What am I missing as pro's and cons here?

Diversify:

Stocks anyone? VTI index fund has low fees and is basically the Vanguard version of the S&P 500 index fund. It is an ETF rather than a mutual fund. Your transaction fee on trading 2 million dollars in stocks is...$8...no escrow. No paperwork. Click a few buttons. No tenants, no property managers, totally passive investing.

What am I missing as pro's and cons here?


Hold:

Don't pay off yet and don't buy anything yet. Sit on cash during historically low interest rates? I don't think there will be a huge crash like the one we last saw, at least not for a long time, that was a rare event, they don't usually drop that much when they do drop. But....they could, it's been the longest bull market in recent history.

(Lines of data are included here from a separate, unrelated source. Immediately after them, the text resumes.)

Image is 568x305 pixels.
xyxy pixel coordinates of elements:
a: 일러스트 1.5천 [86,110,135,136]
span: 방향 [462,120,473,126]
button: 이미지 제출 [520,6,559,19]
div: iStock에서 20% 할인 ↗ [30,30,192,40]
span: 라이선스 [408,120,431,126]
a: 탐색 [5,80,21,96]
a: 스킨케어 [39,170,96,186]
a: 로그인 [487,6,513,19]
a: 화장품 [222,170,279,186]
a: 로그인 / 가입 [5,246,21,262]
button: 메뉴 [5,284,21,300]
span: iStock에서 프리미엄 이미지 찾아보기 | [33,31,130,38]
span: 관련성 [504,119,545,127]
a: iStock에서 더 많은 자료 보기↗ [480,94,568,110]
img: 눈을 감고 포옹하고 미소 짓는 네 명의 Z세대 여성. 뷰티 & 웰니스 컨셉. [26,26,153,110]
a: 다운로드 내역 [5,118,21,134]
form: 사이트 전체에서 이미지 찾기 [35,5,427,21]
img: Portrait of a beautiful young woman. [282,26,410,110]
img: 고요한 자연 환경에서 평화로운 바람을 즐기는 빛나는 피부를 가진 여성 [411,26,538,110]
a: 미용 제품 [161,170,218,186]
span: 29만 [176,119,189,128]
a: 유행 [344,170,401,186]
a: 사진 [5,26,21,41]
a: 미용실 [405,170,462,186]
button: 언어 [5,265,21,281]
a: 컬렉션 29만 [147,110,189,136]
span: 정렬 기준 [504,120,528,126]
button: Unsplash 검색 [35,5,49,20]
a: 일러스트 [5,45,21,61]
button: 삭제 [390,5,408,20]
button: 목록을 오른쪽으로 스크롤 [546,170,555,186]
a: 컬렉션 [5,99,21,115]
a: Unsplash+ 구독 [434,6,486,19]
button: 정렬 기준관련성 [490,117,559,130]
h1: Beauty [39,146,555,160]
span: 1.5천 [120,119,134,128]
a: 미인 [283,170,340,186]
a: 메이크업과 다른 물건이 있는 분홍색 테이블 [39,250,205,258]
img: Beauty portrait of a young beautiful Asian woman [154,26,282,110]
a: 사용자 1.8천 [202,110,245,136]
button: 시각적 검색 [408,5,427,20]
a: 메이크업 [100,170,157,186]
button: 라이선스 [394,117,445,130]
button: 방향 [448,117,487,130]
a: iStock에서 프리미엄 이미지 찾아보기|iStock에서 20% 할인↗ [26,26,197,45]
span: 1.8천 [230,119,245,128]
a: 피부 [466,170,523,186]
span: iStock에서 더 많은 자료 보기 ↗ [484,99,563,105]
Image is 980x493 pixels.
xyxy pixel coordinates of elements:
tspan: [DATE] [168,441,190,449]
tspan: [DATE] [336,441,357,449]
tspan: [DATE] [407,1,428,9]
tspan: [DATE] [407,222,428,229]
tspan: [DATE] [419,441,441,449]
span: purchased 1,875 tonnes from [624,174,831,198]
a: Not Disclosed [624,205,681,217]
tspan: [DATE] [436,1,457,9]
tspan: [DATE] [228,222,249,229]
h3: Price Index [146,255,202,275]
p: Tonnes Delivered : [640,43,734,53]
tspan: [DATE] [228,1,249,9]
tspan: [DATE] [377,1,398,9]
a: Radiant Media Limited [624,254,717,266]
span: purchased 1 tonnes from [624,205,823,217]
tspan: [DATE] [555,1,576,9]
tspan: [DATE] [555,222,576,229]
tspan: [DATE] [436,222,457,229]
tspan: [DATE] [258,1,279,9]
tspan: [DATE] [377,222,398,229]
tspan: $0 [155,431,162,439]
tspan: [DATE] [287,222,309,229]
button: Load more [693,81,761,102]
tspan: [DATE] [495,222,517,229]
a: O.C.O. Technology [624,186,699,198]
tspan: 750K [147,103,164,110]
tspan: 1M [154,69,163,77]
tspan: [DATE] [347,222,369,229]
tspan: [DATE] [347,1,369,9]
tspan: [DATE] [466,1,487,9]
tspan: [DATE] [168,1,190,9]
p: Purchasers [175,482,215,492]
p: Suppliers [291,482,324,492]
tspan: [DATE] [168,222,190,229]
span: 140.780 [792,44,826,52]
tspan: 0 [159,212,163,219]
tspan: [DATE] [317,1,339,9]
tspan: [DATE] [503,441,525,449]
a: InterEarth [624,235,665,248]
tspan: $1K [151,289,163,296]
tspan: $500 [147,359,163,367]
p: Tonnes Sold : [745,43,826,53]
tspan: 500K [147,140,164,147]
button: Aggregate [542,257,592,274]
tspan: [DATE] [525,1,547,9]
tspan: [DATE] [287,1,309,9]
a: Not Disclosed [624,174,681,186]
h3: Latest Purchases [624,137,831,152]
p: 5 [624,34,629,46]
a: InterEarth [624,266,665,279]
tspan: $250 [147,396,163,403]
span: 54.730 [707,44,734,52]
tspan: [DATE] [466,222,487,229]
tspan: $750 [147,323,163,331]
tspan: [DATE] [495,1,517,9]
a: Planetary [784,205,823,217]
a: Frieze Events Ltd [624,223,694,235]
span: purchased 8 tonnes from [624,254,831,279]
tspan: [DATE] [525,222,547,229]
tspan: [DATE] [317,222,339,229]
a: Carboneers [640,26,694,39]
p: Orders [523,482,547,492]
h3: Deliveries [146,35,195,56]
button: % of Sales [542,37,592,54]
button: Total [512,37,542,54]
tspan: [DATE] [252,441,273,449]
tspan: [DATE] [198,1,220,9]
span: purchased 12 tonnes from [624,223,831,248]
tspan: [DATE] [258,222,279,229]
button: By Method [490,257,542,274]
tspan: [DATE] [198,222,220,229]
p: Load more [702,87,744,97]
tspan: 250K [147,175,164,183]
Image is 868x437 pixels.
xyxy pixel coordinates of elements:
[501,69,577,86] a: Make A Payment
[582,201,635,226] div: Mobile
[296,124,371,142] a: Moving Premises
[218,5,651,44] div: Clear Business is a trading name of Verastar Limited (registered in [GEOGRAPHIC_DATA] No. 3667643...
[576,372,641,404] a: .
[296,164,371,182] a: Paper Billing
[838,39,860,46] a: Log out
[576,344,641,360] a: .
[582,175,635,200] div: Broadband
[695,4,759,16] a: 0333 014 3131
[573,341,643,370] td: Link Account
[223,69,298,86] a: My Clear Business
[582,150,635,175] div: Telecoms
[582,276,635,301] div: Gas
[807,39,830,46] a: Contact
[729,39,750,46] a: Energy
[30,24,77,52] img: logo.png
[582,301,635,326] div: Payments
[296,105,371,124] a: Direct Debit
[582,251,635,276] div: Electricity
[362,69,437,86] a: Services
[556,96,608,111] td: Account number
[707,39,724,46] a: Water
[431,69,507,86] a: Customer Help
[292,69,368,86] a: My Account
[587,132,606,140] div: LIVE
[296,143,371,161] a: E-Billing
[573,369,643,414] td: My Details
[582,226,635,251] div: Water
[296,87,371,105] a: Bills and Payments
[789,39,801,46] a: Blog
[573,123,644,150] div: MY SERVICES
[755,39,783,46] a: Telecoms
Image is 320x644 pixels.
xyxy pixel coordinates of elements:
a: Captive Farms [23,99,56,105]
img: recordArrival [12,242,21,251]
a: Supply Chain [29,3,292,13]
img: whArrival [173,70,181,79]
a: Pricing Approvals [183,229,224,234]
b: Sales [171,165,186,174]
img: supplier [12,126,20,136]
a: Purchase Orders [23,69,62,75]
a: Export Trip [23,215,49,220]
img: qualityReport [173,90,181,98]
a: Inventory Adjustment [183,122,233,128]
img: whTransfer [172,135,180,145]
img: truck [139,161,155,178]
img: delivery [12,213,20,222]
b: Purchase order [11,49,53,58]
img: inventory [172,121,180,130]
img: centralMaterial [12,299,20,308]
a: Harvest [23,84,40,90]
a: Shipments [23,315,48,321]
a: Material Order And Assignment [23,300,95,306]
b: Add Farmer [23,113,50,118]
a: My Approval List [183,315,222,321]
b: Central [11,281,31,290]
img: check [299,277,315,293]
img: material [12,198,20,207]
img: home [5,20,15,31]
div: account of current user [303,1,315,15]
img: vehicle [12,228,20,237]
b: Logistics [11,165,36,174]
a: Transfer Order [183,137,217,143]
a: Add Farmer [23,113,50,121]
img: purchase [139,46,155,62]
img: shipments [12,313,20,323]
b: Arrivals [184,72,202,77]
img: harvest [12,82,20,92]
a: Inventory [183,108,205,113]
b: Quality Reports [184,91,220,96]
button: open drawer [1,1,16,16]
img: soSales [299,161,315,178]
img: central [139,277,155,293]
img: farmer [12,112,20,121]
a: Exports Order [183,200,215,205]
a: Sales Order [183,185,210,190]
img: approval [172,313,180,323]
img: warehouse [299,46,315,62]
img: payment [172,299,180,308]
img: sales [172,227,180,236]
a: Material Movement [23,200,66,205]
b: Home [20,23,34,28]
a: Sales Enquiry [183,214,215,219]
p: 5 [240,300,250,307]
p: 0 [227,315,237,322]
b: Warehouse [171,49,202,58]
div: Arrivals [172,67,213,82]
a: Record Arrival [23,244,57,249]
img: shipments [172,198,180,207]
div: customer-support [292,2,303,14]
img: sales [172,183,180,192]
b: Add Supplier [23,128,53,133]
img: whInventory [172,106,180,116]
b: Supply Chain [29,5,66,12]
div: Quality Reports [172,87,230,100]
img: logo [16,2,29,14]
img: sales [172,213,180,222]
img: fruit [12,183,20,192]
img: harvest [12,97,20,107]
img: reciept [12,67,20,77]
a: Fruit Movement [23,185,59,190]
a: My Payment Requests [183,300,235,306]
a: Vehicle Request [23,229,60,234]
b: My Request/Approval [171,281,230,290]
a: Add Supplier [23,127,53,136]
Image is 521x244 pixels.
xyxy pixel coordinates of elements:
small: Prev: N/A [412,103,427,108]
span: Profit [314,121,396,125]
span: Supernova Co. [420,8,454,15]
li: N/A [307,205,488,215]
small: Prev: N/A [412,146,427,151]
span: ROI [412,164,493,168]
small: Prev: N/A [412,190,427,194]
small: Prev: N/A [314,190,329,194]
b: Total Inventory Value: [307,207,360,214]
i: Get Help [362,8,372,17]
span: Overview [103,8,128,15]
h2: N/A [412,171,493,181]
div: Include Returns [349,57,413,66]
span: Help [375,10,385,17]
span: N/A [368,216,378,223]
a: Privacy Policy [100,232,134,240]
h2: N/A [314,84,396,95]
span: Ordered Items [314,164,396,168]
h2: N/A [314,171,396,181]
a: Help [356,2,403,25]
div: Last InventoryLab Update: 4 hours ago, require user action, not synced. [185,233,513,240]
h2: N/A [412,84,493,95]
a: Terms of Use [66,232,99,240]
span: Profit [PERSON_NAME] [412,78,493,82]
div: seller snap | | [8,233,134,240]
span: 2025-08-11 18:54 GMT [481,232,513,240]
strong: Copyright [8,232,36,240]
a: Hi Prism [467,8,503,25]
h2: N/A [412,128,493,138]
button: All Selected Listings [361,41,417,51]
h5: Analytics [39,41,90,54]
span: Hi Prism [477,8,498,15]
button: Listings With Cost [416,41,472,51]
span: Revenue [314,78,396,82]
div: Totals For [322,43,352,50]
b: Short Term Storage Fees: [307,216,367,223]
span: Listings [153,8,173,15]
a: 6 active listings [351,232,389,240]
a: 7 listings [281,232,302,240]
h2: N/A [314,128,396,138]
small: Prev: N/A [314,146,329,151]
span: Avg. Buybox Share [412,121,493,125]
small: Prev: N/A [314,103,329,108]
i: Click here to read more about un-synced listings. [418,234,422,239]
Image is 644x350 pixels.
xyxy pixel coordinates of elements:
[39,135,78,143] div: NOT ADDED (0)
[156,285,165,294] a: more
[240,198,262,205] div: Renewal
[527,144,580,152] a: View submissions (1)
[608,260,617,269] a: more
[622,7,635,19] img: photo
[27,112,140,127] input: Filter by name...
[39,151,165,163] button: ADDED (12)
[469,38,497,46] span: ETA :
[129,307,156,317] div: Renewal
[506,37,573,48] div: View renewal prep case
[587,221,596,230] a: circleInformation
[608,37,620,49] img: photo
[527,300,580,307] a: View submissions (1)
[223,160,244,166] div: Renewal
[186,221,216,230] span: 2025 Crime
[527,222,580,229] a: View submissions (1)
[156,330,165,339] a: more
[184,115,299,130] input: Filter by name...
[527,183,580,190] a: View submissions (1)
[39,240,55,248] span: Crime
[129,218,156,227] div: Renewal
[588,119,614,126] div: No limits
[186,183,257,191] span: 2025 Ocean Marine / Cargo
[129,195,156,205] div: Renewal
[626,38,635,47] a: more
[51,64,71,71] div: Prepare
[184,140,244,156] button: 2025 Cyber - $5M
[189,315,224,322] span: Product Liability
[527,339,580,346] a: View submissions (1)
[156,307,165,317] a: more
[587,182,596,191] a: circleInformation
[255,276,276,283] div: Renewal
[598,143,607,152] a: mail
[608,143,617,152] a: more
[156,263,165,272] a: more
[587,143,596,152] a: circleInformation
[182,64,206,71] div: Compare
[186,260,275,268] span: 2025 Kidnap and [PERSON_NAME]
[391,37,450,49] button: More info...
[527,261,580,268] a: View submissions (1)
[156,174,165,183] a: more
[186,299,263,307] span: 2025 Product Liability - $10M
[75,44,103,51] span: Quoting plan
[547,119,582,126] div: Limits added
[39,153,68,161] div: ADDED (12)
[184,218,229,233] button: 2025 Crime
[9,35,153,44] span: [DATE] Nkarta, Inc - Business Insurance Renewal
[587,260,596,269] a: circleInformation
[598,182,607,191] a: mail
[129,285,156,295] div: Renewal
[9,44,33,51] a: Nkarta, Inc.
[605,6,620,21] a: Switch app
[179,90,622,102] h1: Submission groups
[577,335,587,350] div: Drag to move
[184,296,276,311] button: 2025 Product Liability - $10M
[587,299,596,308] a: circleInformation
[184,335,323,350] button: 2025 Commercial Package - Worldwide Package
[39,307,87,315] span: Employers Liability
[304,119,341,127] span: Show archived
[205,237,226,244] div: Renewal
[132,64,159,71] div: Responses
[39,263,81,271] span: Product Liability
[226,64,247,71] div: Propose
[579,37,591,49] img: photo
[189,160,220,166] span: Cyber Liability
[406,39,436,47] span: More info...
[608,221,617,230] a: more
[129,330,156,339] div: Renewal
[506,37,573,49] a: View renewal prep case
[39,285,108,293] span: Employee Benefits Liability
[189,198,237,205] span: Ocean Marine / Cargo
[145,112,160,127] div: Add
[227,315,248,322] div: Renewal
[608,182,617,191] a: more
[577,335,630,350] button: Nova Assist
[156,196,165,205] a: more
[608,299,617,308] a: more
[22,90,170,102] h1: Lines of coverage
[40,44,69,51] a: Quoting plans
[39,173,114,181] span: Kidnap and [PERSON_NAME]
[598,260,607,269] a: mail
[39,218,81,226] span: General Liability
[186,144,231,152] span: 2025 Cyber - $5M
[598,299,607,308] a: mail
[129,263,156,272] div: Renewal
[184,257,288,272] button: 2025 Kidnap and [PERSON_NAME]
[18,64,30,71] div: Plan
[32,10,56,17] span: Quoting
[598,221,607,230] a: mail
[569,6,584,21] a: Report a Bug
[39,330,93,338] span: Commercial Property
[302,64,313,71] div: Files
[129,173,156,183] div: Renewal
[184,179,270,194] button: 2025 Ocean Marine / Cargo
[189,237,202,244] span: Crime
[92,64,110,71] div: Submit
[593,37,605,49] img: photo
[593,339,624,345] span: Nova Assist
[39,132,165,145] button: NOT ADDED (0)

What am I missing as pro's and cons here?

Buy more rentals:

Again, historically low interest rates. Even if prices go down, I like what years of owning rentals has done for principal pay down and cash flow. I will really love it after 23-27 years when paid off, especially at future rents...I would love it even more with 6 more rentals after 10-30 years. But alas I would be heavily invested in real estate with little diversification. And dealing with property managers, contractors and tenants can be a pain...like a lot of bloggers have mentioned, they want out of being a landlord, more peace, less hassle.


What am I missing as pro's and cons here?


So what am I missing for my pro and con lists? I just highlighted a few key ones for each, though I have many in mind. Curious to see how other people view these options and think differently as far as pros and cons. Which would you do/are you doing and WHY?